• **Work to complete**
Make an exact copy of the records below, excluding images.

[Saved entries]
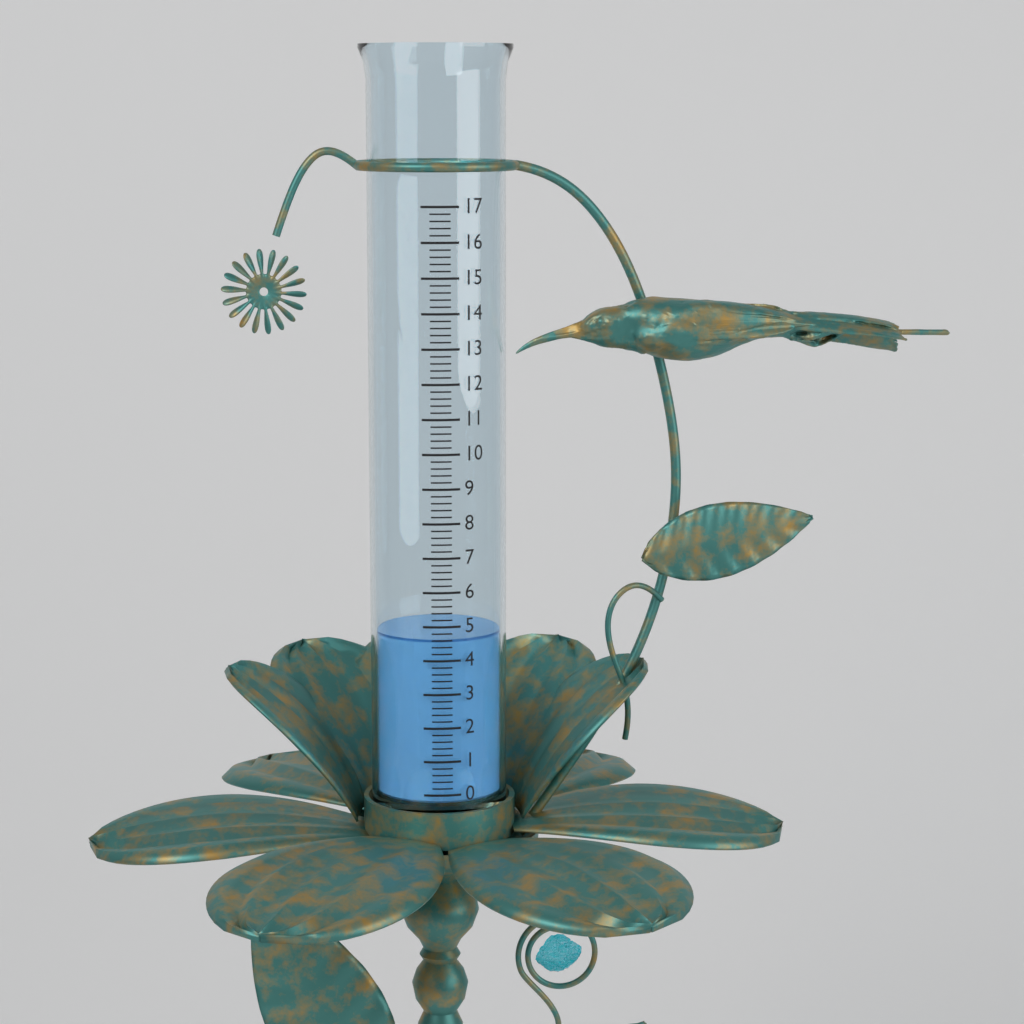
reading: 4.6 (no unit)
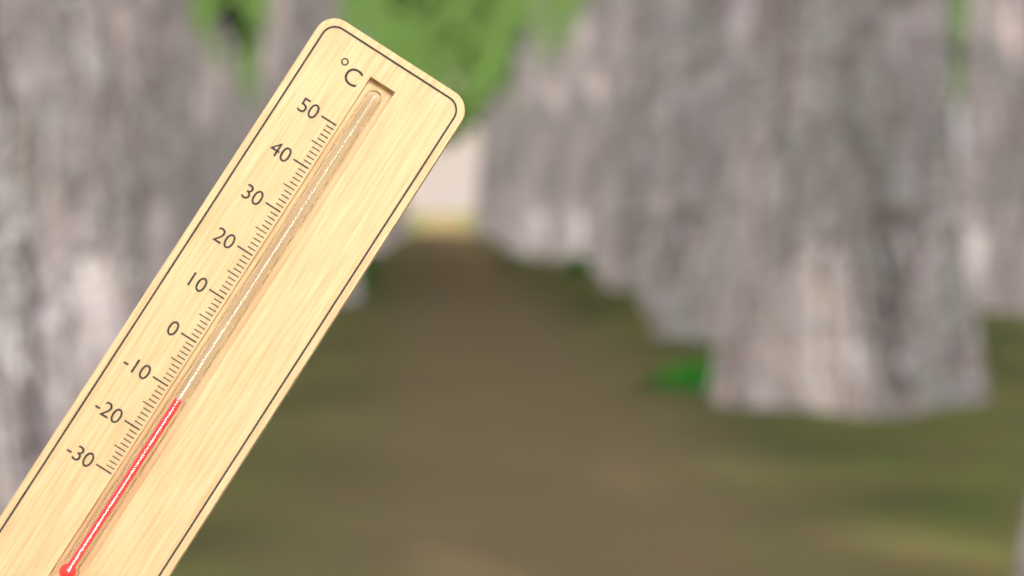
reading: -11 °C
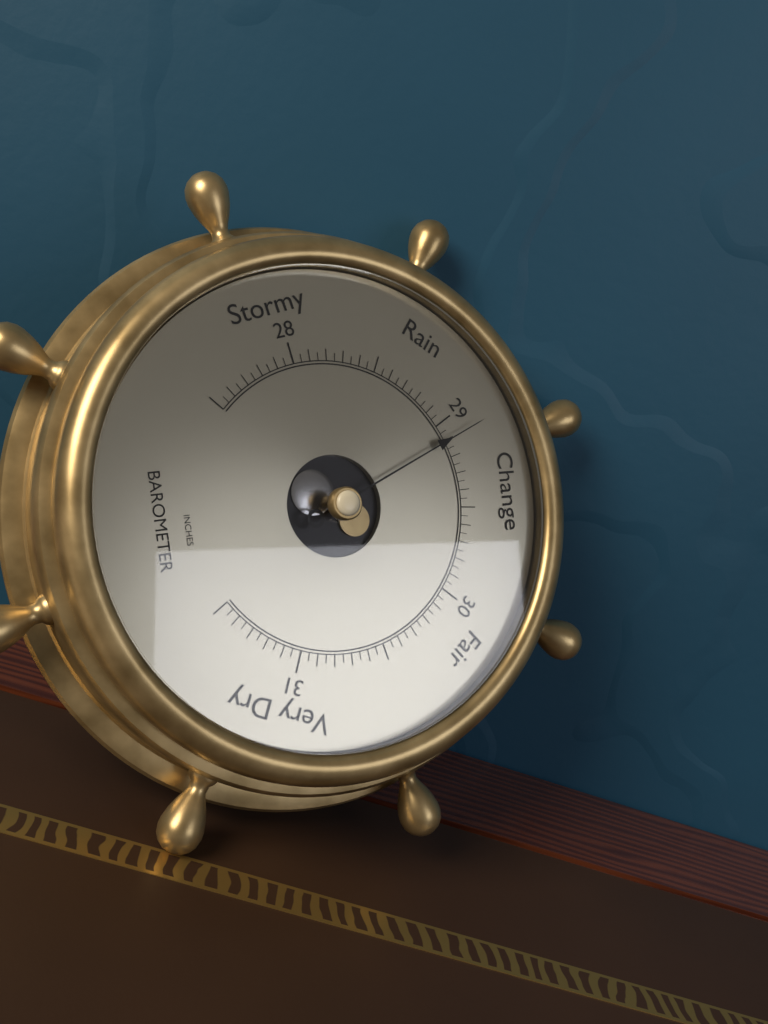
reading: 29.10 inHg
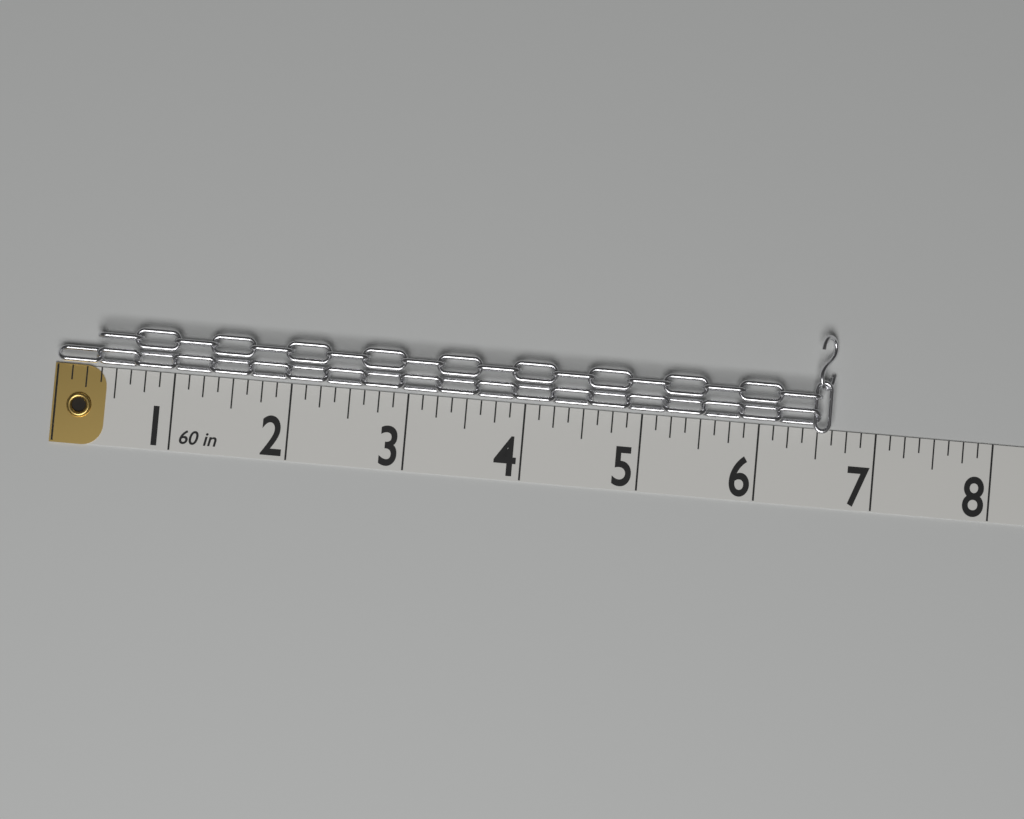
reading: 6.625 in
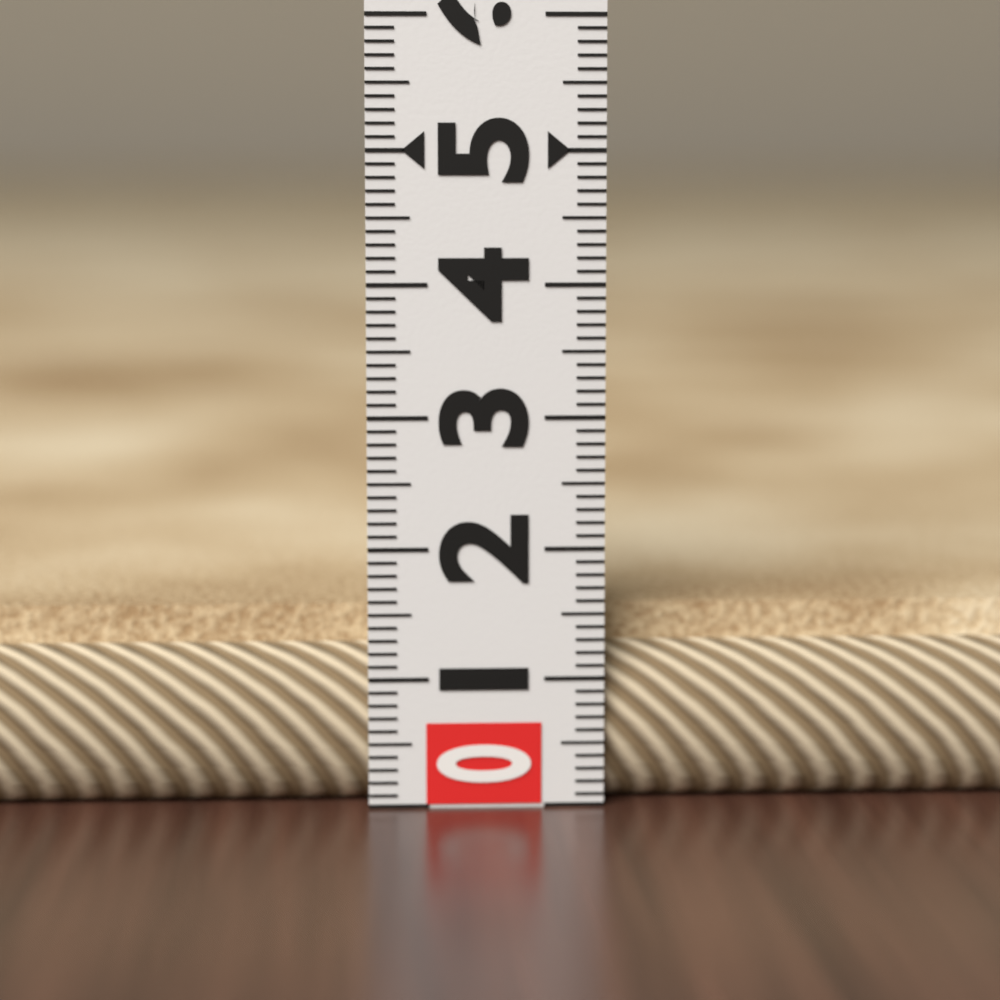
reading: 1.5 (no unit)
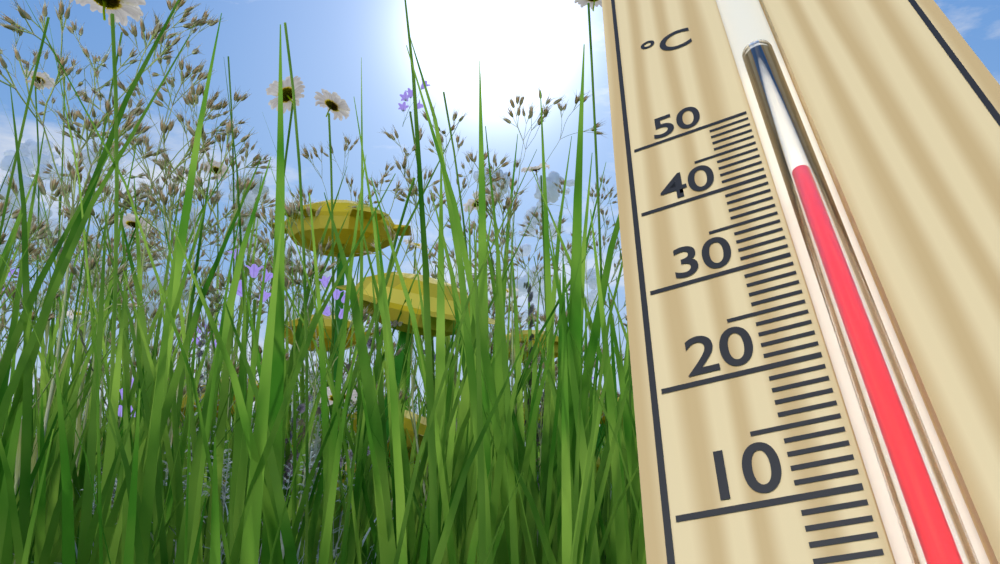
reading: 39 °C
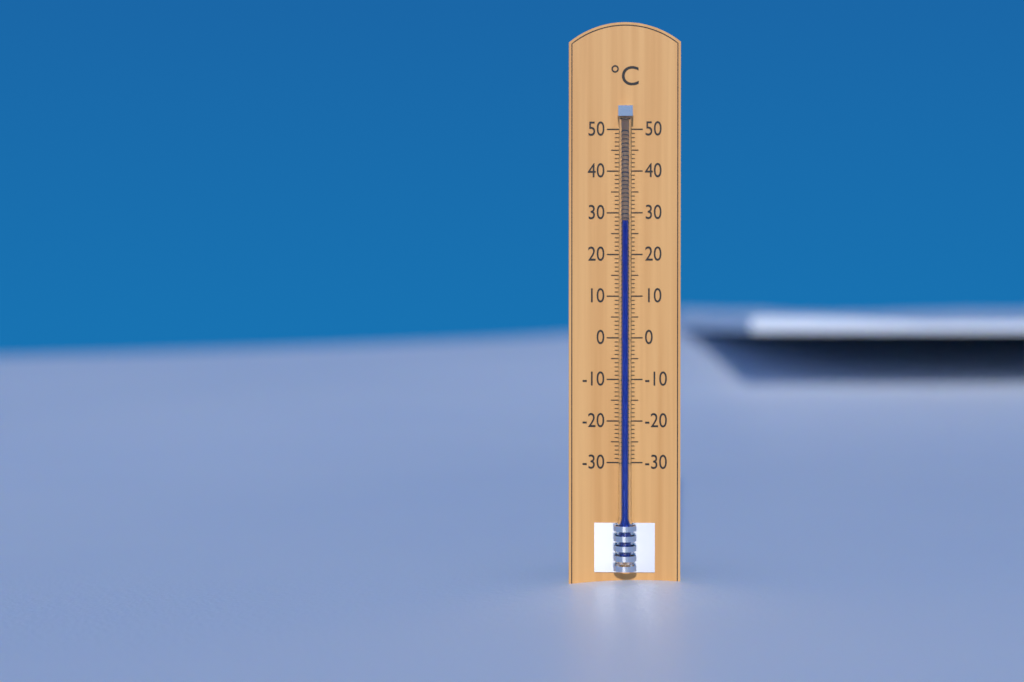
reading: 28 °C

• **Response below**
reading: 4.6 (no unit)
reading: -11 °C
reading: 29.10 inHg
reading: 6.625 in
reading: 1.5 (no unit)
reading: 39 °C
reading: 28 °C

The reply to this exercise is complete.